The beleaguered aviation industry will emerge from the COVID-19 crisis transformed, and aviation entrepreneurs see opportunities for reinventing it.

With air travel grinding nearly to a halt, predictions for airlines and others in the aviation industry are dire. The International Air Transport Association expects air carriers worldwide to see revenues drop by more than half this year. Airbus Chief Executive Guillaume Faury said, “We are in the gravest crisis the aerospace industry has ever known.” The timeworn allusion to the Chinese word for “crisis” comprising both “danger” and “opportunity” comes to mind. Though not entirely accurate, it is a call to action for entrepreneurs.

Back in 2013, doctor and inventor Arthur Kreitenberg and his son, Elliot, approached airlines about a device that disinfects airplane cabins using ultraviolet-C (UVC) light. The response was less than expected. Then, following the Ebola outbreak in 2014, Virgin America (now part of Alaska Airlines) granted the Kreitenbergs access to airliners so they could create the device, called the GermFalcon.

At the time no airlines were interested, so the Kreitenbergs started working with hospitals instead. But in the past two months, “there’s been a change of heart” in the airline market, the younger Kreitenberg said. In January, Kreitenberg offered free use of GermFalcon and a similar device for airports to help the air travel industry during the pandemic. Paine Field near Seattle, WA is now a customer and investor.

New ideas need cultivation to come to fruition, and this is rare in an industry as risk-averse as aviation, in which safety is paramount. “Regulations have taken risk-taking away, and not even swashbuckling risk, but even a way of looking at the future as something you can construct,” said Saras Sarasvathy, of the University of Virginia Darden School of Business. As a result, many innovations may never be realized, he added.

Sometimes the opportunity lies within a setback, as Luke Miles, co-founder of London-based industrial design firm New Territory discovered. He developed a way to make aircraft seating more comfortable, but was daunted by the long and costly government approval process required for an entirely new seat design. So he created Interspace, a seat that already meets government regulations. “Sometimes, it is not about grand moves and everything has to change,” Miles said.

Another success story is that of Polish businessman Stan Malicki. He invented a system that uses an electric track, rather than engine thrust, to get airplanes off the ground. His company, Aircraft Towing Systems (ATS), said it could save U.S. carriers millions of gallons of fuel each year and lower carbon emissions. The company eventually got the attention of Vince Howie, Aerospace and Defense Director for the Oklahoma Department of Commerce. He convinced Malicki to move from Europe to Oklahoma, and ATS worked with Oklahoma State University to develop a prototype. A true believer, Howie became CEO late last year.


» **GOAL OF THE EXERCISE**
Which lines run from the line with "box *flower*. Use X1 Y1 X2 Y2." to the end of the entries? Write out exactly those, leaving out the pictures.
DATA SUPPLIED Block Start
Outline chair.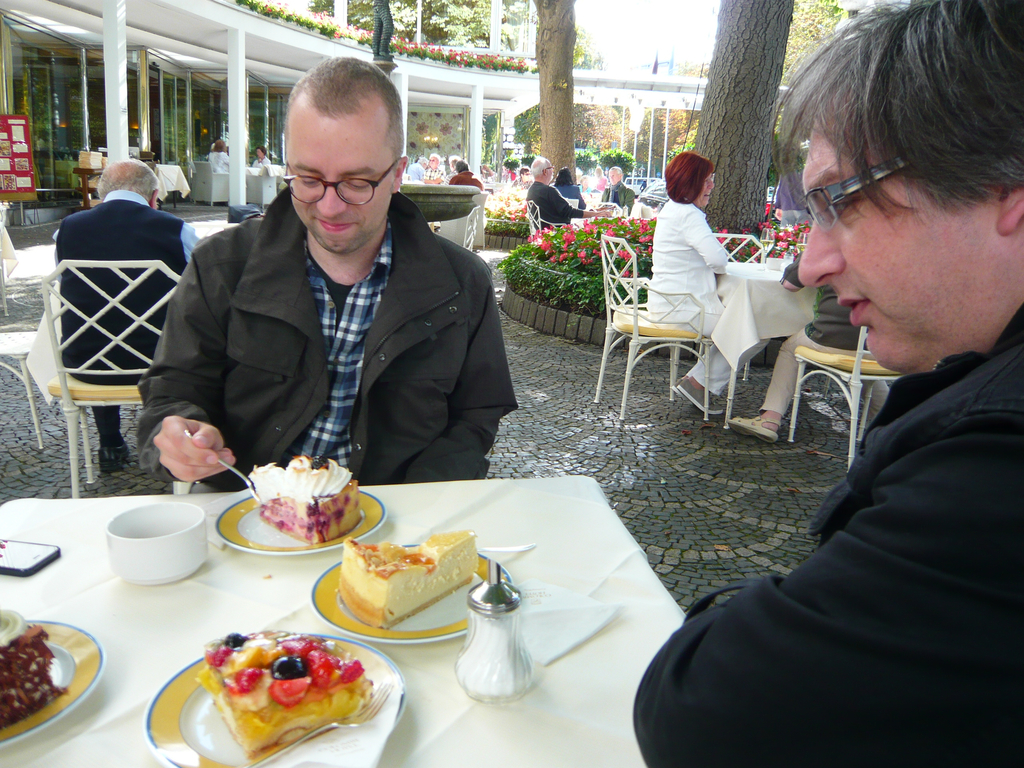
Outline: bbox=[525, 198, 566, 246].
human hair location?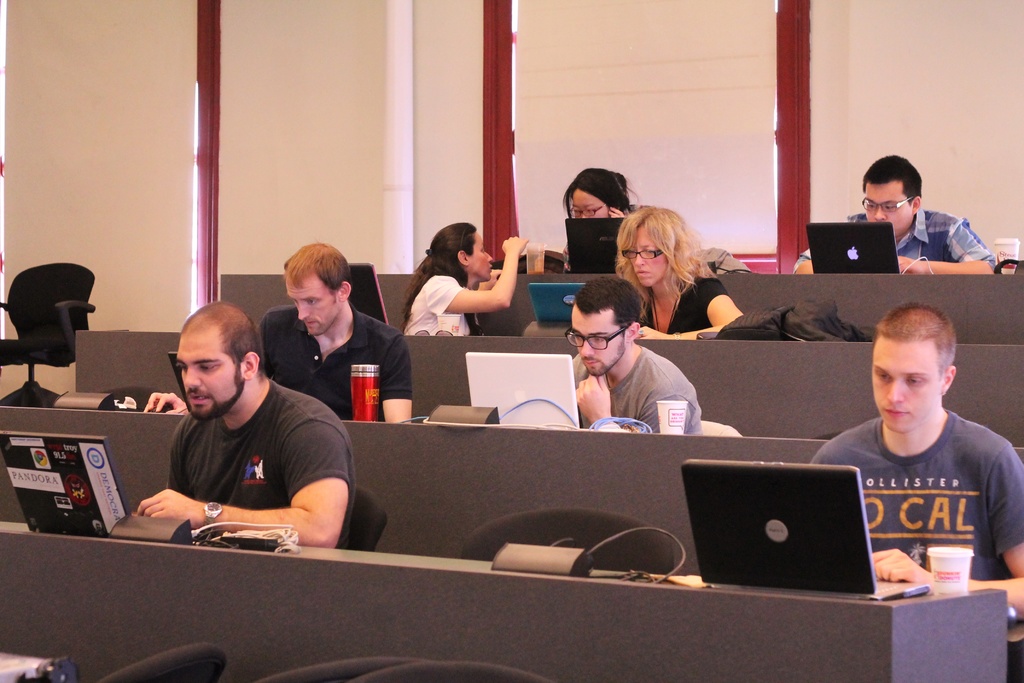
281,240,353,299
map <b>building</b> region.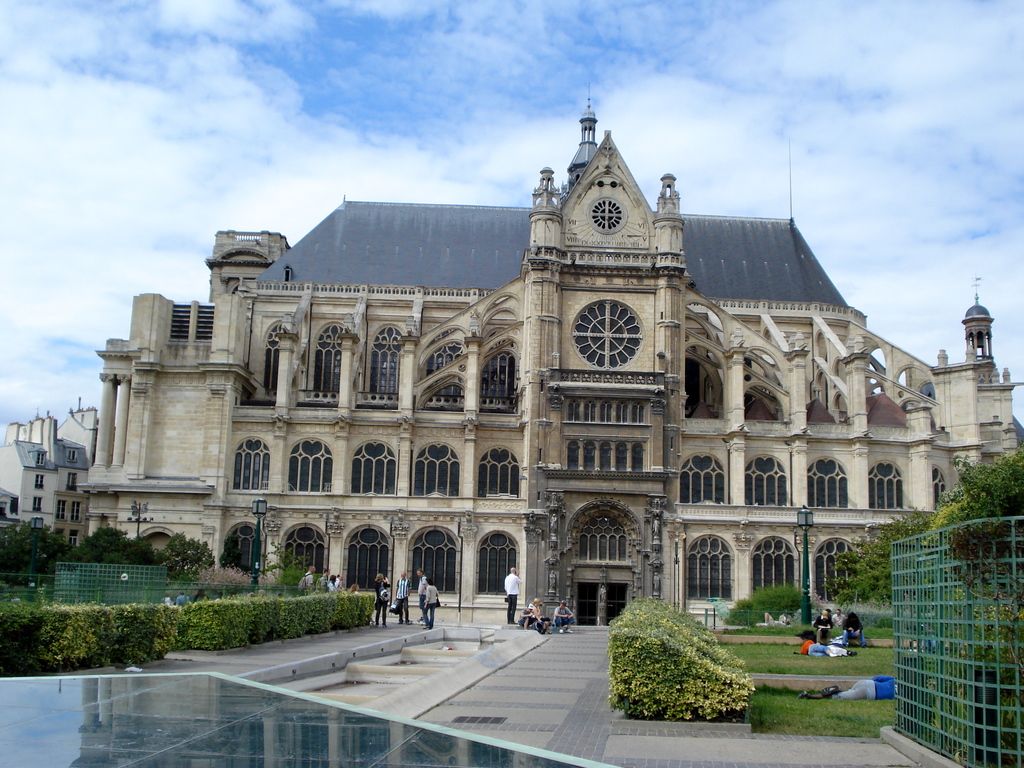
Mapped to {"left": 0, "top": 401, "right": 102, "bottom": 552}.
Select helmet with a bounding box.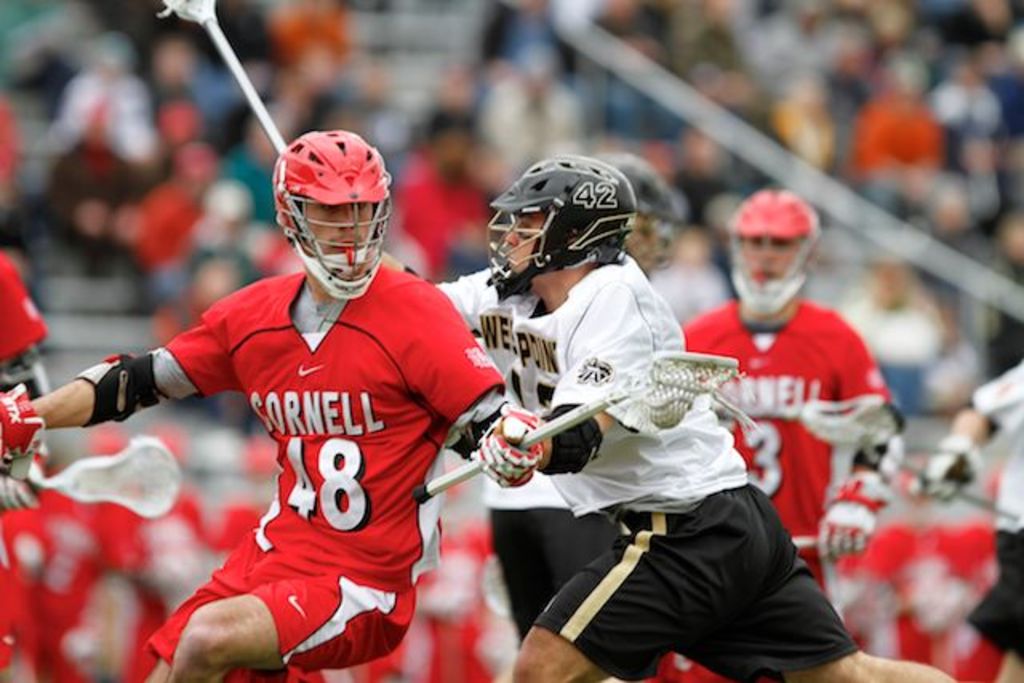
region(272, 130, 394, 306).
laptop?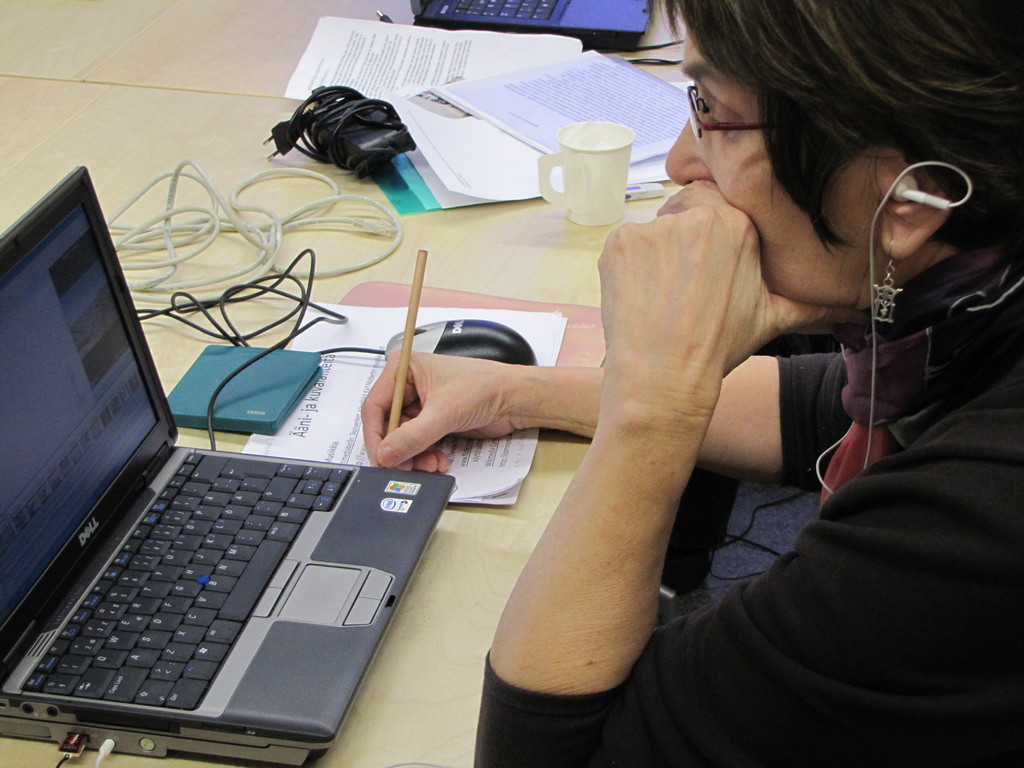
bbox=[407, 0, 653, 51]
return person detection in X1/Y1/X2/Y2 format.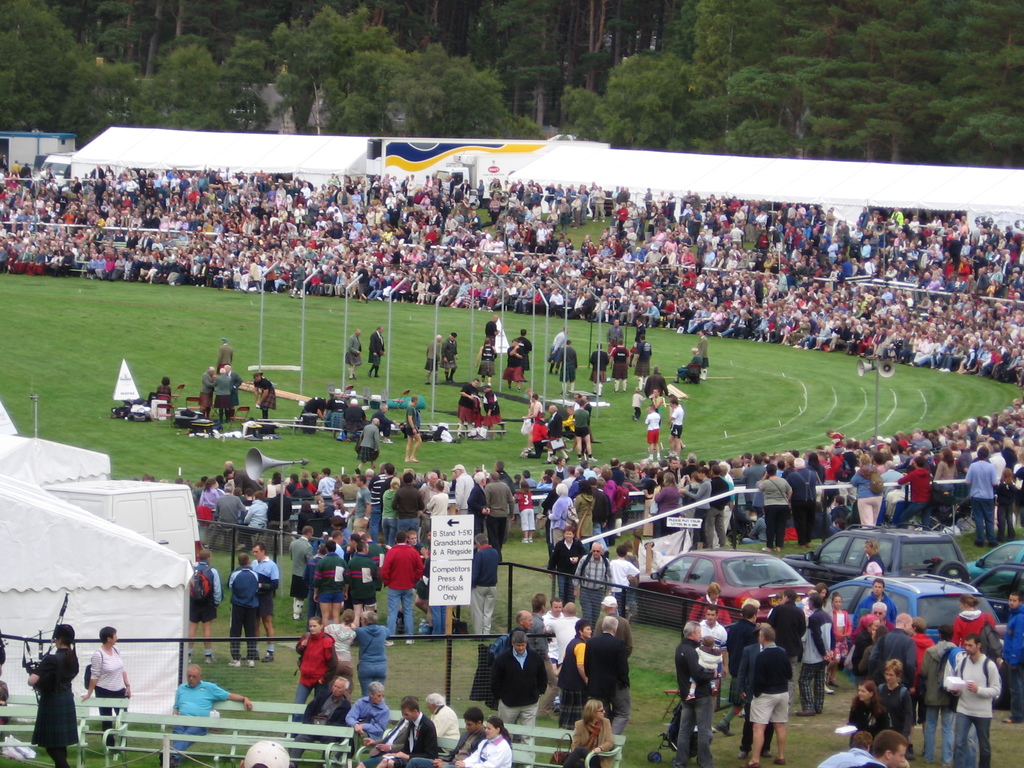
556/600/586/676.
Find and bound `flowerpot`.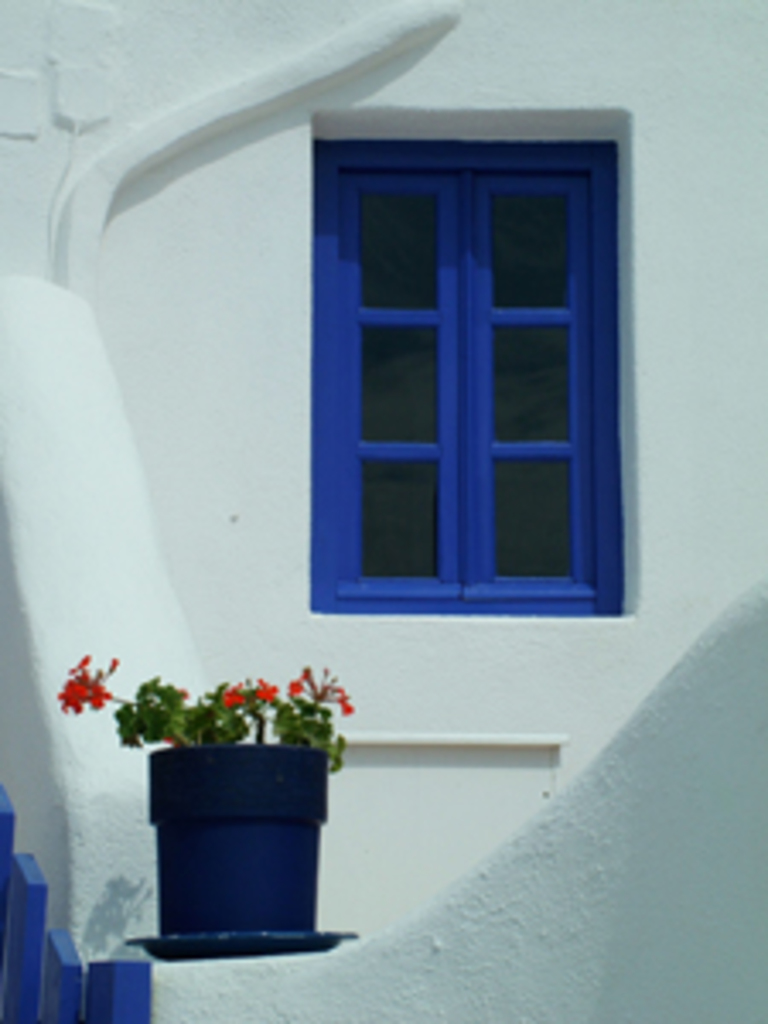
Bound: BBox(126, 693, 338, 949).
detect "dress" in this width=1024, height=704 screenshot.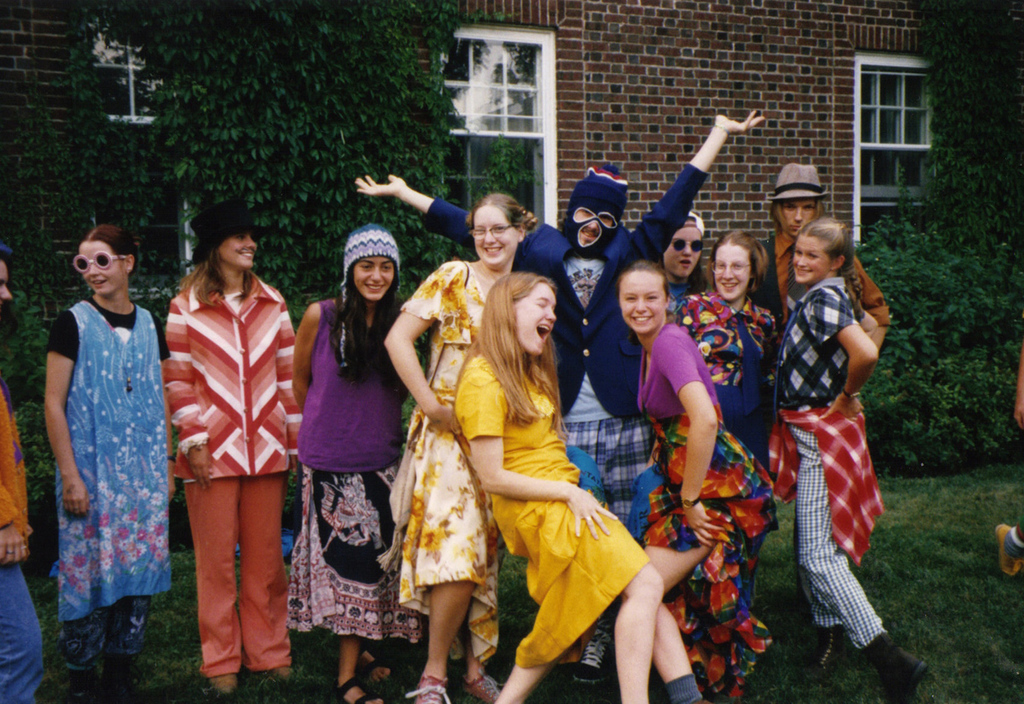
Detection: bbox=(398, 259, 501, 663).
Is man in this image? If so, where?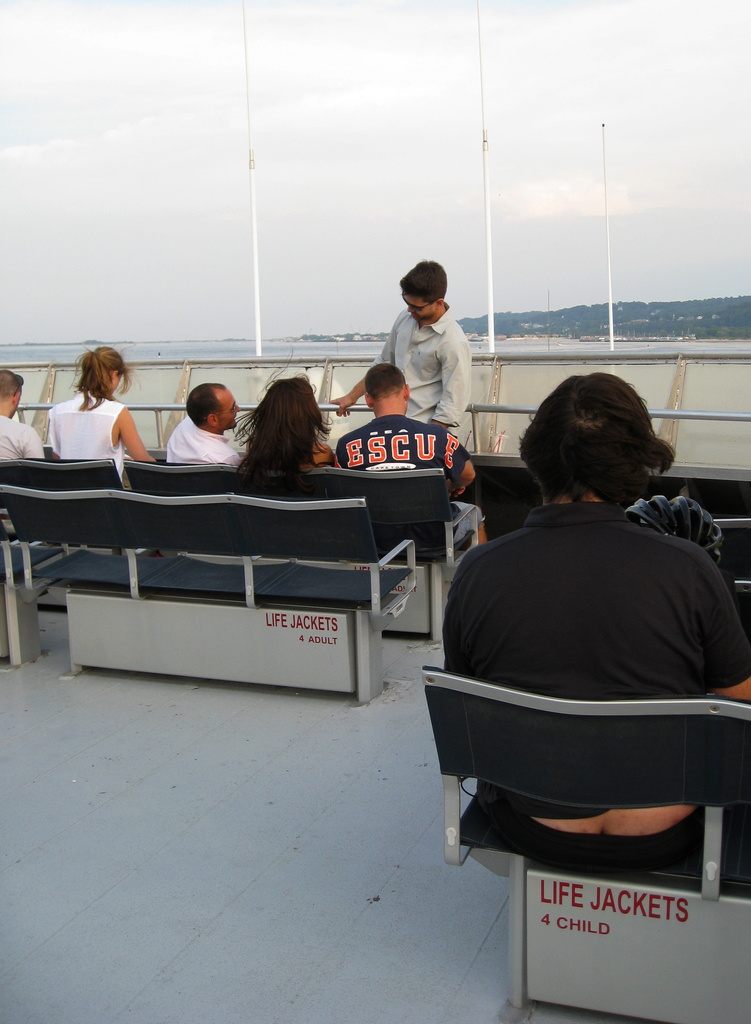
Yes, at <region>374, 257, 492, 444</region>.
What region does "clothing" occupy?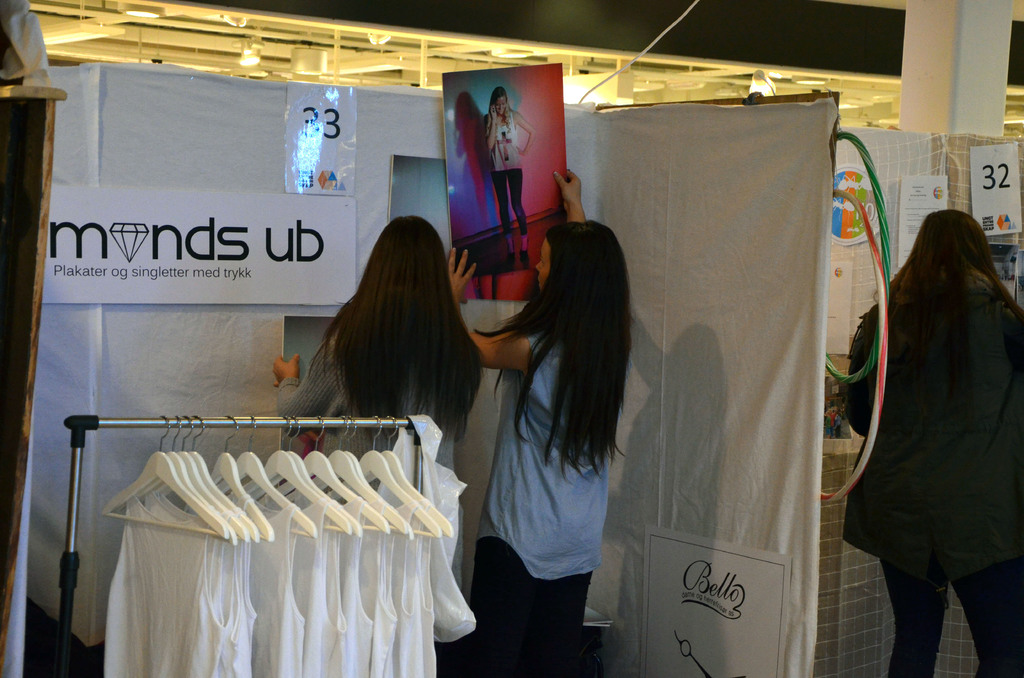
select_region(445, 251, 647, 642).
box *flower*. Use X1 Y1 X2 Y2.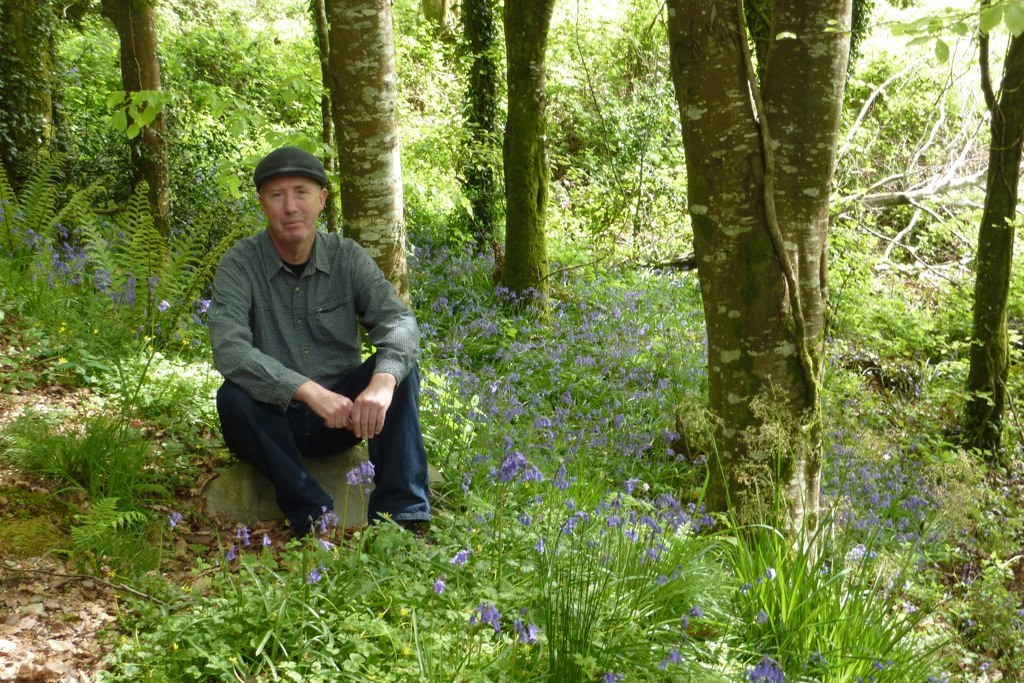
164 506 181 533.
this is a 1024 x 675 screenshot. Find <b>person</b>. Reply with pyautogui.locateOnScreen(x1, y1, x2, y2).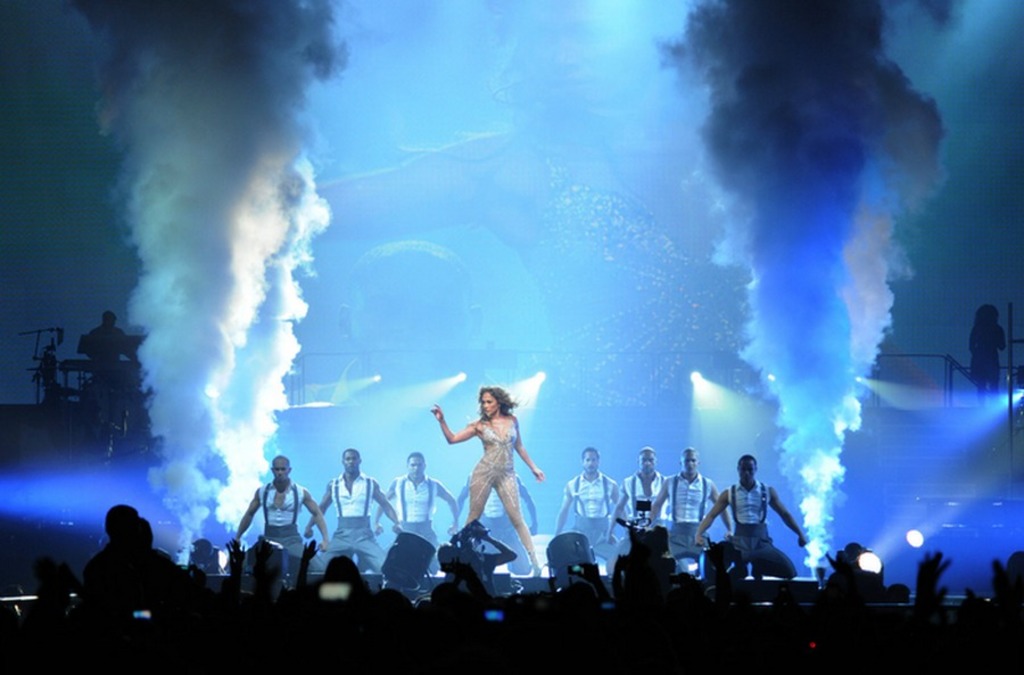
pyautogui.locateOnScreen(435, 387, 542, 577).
DATA SUPPLIED Block End
» **TASK OUTPUT**
box *flower*. Use X1 Y1 X2 Y2.
164 506 181 533.
this is a 1024 x 675 screenshot. Find <b>person</b>. Reply with pyautogui.locateOnScreen(x1, y1, x2, y2).
pyautogui.locateOnScreen(435, 387, 542, 577).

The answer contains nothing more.